I have no idea any dev is watching this issue (due to long time not having any response from repository contributors), but I'm just want to ask if there is any way to restore this option, or you are strongly opinionated against ugly option. Partially because some of us not like / not use browsers own inspectors but instead watching the "show source" output (and this is not prettified automagically), partially because some of us use HAML to different stuffs than HTML where is harder to automatically get indented output during the development. I read the discussion at #894 but cannot find a technical reason for removing the possibility for non-ugly output.

I always say less code is better code, but maybe someone else said this before me. I _assume_ the reasoning for their decision is as follows. If there is already another open source tool to achieve the
"edge use case" that works sufficiently and is actively maintained, you probably don't need to support it in your project. I suppose you are frusterated the same way we were originally, which is that it feels like part of the workflow and you don't want another tool. However, the workflow is usually: 1. write haml, 2. uglify, 3. test, 4. deploy. In other words, uglification is the best practice. A solid reason to want indentation is because you either don't trust HAML or you don't trust your abilities with it. I would agree these are use cases, but more on the edge instead of the "happy path". As I mentioned, developers can run this transformation fairly easily with tidy which is readily available in common package management systems. See: http://tidy.sourceforge.net/

@cboynton-cweil No, there is a third reason to why not want to uglify HAML in development and this is because at the beginning of the projects I have to port a HTML design to HAML and sometimes the output is just tear apart. It's easier to compare two well-formed HTML line-by-line in the browser than using tools that not designed to do this (like, web developer toolbars in Chrome/Firefox) or pasting the whole source code into some online stuffs. You know, browsers has this wonderful "View source" feature for years ago, and I just want to enjoy the benefits of it.

You have described an additional case for seeing the indentation in output. I do think there are many more use cases and that my list was not exhaustive. I assume you need a solution to an active problem and aren't here to just complain that feature X isn't in the code. Therefore, if you would like to discuss using Tidy, could you frame your question somewhere on the StackOverflow platform and I'll do my best to help?

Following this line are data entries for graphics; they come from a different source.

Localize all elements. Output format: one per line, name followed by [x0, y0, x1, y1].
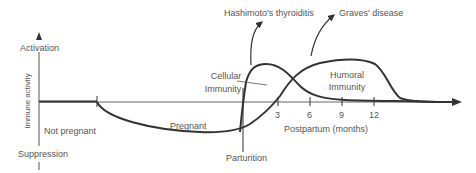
humoral-immunity-curve	[97, 59, 455, 132]
arrow-up-icon	[36, 32, 42, 40]
humoral-label-2: Immunity	[322, 83, 372, 92]
activation-label: Activation	[20, 44, 59, 53]
tick-9: 9	[339, 111, 344, 120]
immune-activity-diagram: Activation Suppression Immune activity N…	[0, 0, 476, 173]
cellular-label-2: Immunity	[198, 85, 248, 94]
y-axis-title: Immune activity	[24, 73, 32, 129]
tick-3: 3	[275, 111, 280, 120]
humoral-label-1: Humoral	[322, 71, 372, 80]
tick-6: 6	[307, 111, 312, 120]
graves-label: Graves' disease	[339, 9, 403, 18]
tick-12: 12	[369, 111, 379, 120]
cellular-label-1: Cellular	[204, 72, 248, 81]
x-axis-title: Postpartum (months)	[284, 125, 368, 134]
pregnant-label: Pregnant	[170, 122, 207, 131]
suppression-label: Suppression	[18, 150, 68, 159]
parturition-label: Parturition	[226, 154, 267, 163]
graves-arrow-icon	[311, 15, 334, 56]
hashimoto-label: Hashimoto's thyroiditis	[224, 9, 314, 18]
not-pregnant-label: Not pregnant	[44, 127, 96, 136]
hashimoto-arrow-icon	[251, 22, 262, 65]
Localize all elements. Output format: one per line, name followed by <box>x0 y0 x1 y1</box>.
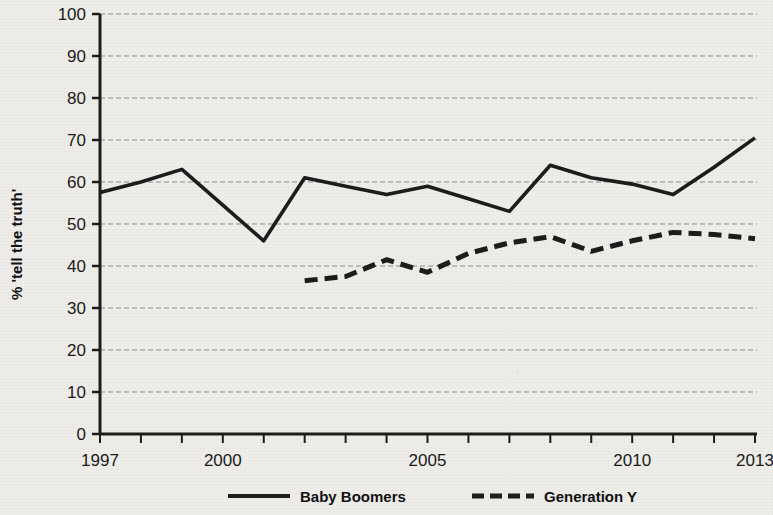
y-tick-label: 80 <box>67 89 86 108</box>
chart-svg: 0102030405060708090100 19972000200520102… <box>0 0 773 515</box>
y-tick-label: 10 <box>67 383 86 402</box>
x-tick-label: 1997 <box>81 451 119 470</box>
y-tick-label: 60 <box>67 173 86 192</box>
y-axis-title: % 'tell the truth' <box>8 189 25 300</box>
y-tick-label: 30 <box>67 299 86 318</box>
series-line-baby-boomers <box>100 138 755 241</box>
data-series-group <box>100 138 755 281</box>
chart-legend: Baby BoomersGeneration Y <box>228 488 637 505</box>
x-axis-tick-labels: 19972000200520102013 <box>81 451 773 470</box>
y-tick-label: 70 <box>67 131 86 150</box>
series-line-generation-y <box>305 232 755 280</box>
legend-label-generation-y: Generation Y <box>544 488 637 505</box>
x-tick-label: 2013 <box>736 451 773 470</box>
y-tick-label: 90 <box>67 47 86 66</box>
x-tick-label: 2000 <box>204 451 242 470</box>
y-tick-label: 20 <box>67 341 86 360</box>
x-tick-label: 2010 <box>613 451 651 470</box>
y-tick-label: 100 <box>58 5 86 24</box>
y-tick-label: 40 <box>67 257 86 276</box>
y-axis-tick-labels: 0102030405060708090100 <box>58 5 86 444</box>
gridlines-group <box>100 14 757 392</box>
y-tick-label: 50 <box>67 215 86 234</box>
x-tick-label: 2005 <box>409 451 447 470</box>
y-tick-label: 0 <box>77 425 86 444</box>
line-chart: 0102030405060708090100 19972000200520102… <box>0 0 773 515</box>
legend-label-baby-boomers: Baby Boomers <box>300 488 406 505</box>
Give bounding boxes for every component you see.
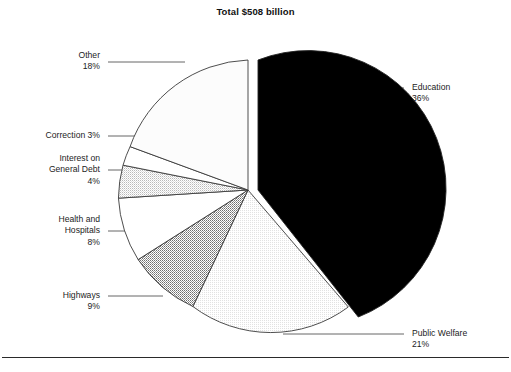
slice-label-education-percent: 36%: [412, 93, 450, 104]
slice-label-interest-percent: 4%: [0, 176, 100, 187]
slice-label-public-welfare: Public Welfare 21%: [412, 328, 467, 351]
slice-label-highways-percent: 9%: [0, 301, 100, 312]
slice-label-other: Other 18%: [0, 50, 100, 73]
slice-label-other-percent: 18%: [0, 61, 100, 72]
pie-chart-figure: Total $508 billion: [0, 0, 511, 372]
slice-label-public-welfare-name: Public Welfare: [412, 328, 467, 339]
slice-label-health-percent: 8%: [0, 237, 100, 248]
slice-label-highways-name: Highways: [0, 290, 100, 301]
slice-label-interest-line1: Interest on: [0, 153, 100, 164]
slice-label-correction: Correction 3%: [0, 130, 100, 141]
bottom-divider-rule: [2, 357, 509, 358]
slice-label-interest-line2: General Debt: [0, 164, 100, 175]
slice-label-education-name: Education: [412, 82, 450, 93]
slice-label-interest-on-general-debt: Interest on General Debt 4%: [0, 153, 100, 187]
slice-label-public-welfare-percent: 21%: [412, 339, 467, 350]
slice-label-health-and-hospitals: Health and Hospitals 8%: [0, 214, 100, 248]
slice-label-health-line2: Hospitals: [0, 225, 100, 236]
slice-label-education: Education 36%: [412, 82, 450, 105]
slice-label-other-name: Other: [0, 50, 100, 61]
slice-label-health-line1: Health and: [0, 214, 100, 225]
slice-label-correction-text: Correction 3%: [0, 130, 100, 141]
slice-label-highways: Highways 9%: [0, 290, 100, 313]
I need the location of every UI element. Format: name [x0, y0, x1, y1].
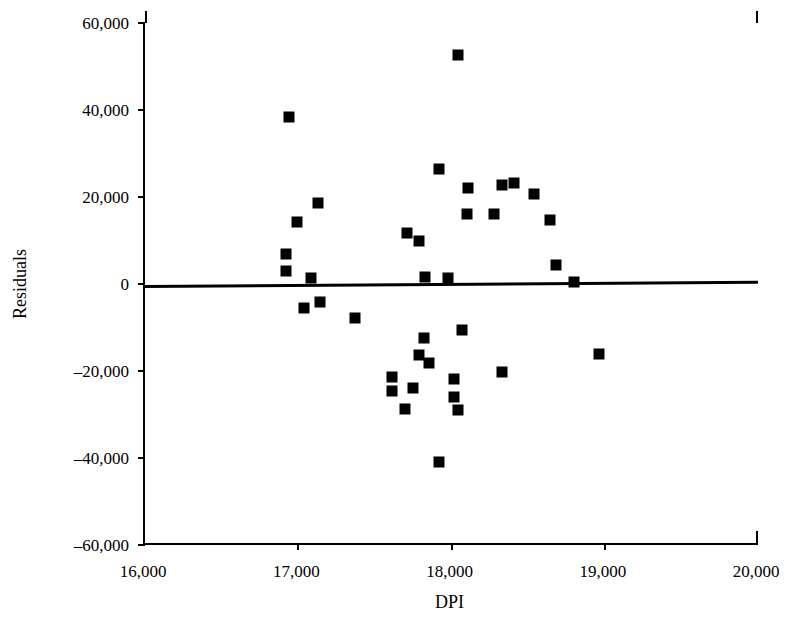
data-point [545, 215, 556, 226]
data-point-layer [145, 23, 756, 543]
data-point [305, 272, 316, 283]
data-point [418, 332, 429, 343]
data-point [434, 456, 445, 467]
y-tick-label: 0 [121, 276, 130, 293]
x-tick-label: 20,000 [733, 563, 780, 580]
y-tick-mark [138, 544, 145, 546]
x-tick-mark [297, 543, 299, 550]
y-tick-mark [138, 457, 145, 459]
y-axis-title: Residuals [11, 249, 29, 319]
data-point [280, 265, 291, 276]
x-tick-label: 16,000 [120, 563, 167, 580]
residuals-scatter-chart: Residuals DPI 60,00040,00020,0000–20,000… [0, 0, 797, 626]
data-point [408, 382, 419, 393]
data-point [448, 374, 459, 385]
data-point [452, 49, 463, 60]
data-point [448, 392, 459, 403]
y-tick-mark [138, 370, 145, 372]
data-point [299, 302, 310, 313]
data-point [529, 188, 540, 199]
plot-area [143, 23, 756, 545]
y-tick-label: –40,000 [74, 450, 129, 467]
data-point [497, 367, 508, 378]
x-axis-right-cap [756, 531, 758, 545]
data-point [550, 259, 561, 270]
x-axis-end-cap [145, 11, 147, 23]
x-tick-label: 17,000 [273, 563, 320, 580]
data-point [414, 235, 425, 246]
data-point [399, 404, 410, 415]
x-tick-label: 19,000 [579, 563, 626, 580]
x-tick-label: 18,000 [426, 563, 473, 580]
y-tick-label: 20,000 [82, 189, 129, 206]
data-point [463, 182, 474, 193]
data-point [434, 164, 445, 175]
y-tick-mark [138, 109, 145, 111]
x-tick-mark [451, 543, 453, 550]
data-point [569, 277, 580, 288]
data-point [497, 179, 508, 190]
x-tick-mark [604, 543, 606, 550]
y-tick-label: 60,000 [82, 15, 129, 32]
y-tick-mark [138, 22, 145, 24]
data-point [489, 208, 500, 219]
y-tick-mark [138, 283, 145, 285]
data-point [349, 312, 360, 323]
x-axis-end-cap [756, 11, 758, 23]
y-tick-label: –20,000 [74, 363, 129, 380]
data-point [402, 228, 413, 239]
x-axis-title: DPI [435, 593, 464, 611]
data-point [292, 216, 303, 227]
data-point [452, 405, 463, 416]
data-point [280, 248, 291, 259]
y-tick-label: –60,000 [74, 537, 129, 554]
y-tick-label: 40,000 [82, 102, 129, 119]
data-point [420, 272, 431, 283]
data-point [457, 325, 468, 336]
data-point [423, 357, 434, 368]
data-point [461, 208, 472, 219]
data-point [314, 296, 325, 307]
data-point [443, 272, 454, 283]
y-tick-mark [138, 196, 145, 198]
data-point [509, 178, 520, 189]
data-point [386, 372, 397, 383]
data-point [593, 349, 604, 360]
data-point [387, 386, 398, 397]
data-point [313, 198, 324, 209]
data-point [284, 111, 295, 122]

This really isn't the best place to discuss it. Feel free to link to your question so that other people can find it.

@cboynton-cweil Yes, I have an active problem that was solved by Haml previously by silently tidying/indenting HTML output in development environment without any further tool or inconvenience. Meanwhile I trying and checking out alternative workarounds and try to fit them into my workflow, but at the current state, I really miss Haml's autoformatting.

Also I still not get why this feature was removed. If Haml just uglify the output automagically by default, why not let users to disable it? Was it a security issue? You restructured the code and indentation broke? Or why?

As I mentioned already, please post a link to a question on a question/answer platform and I'll do my best to answer it for you. A proper solution would take into account what your environment is (operating system, software, servers, configuration), what your workflow is (what steps are you taking), how you expect it to work (what steps are failing), etc.

Every feature requires maintenance. Projects that get too big are harder to maintain. I personally support the removal of features based on this alone. Sure, it might require a little additional tooling for the end user. However, it is assumed this is common enough that most users will be able to do it. I am not suggesting that you do not have a complex setup. This is why I do not think this is the proper channel to discuss it. This is my final post on this subject on this channel.

@cboynton-cweil I started to test a tool that might solves my problem. If not, I will post a StackOverflow.com link.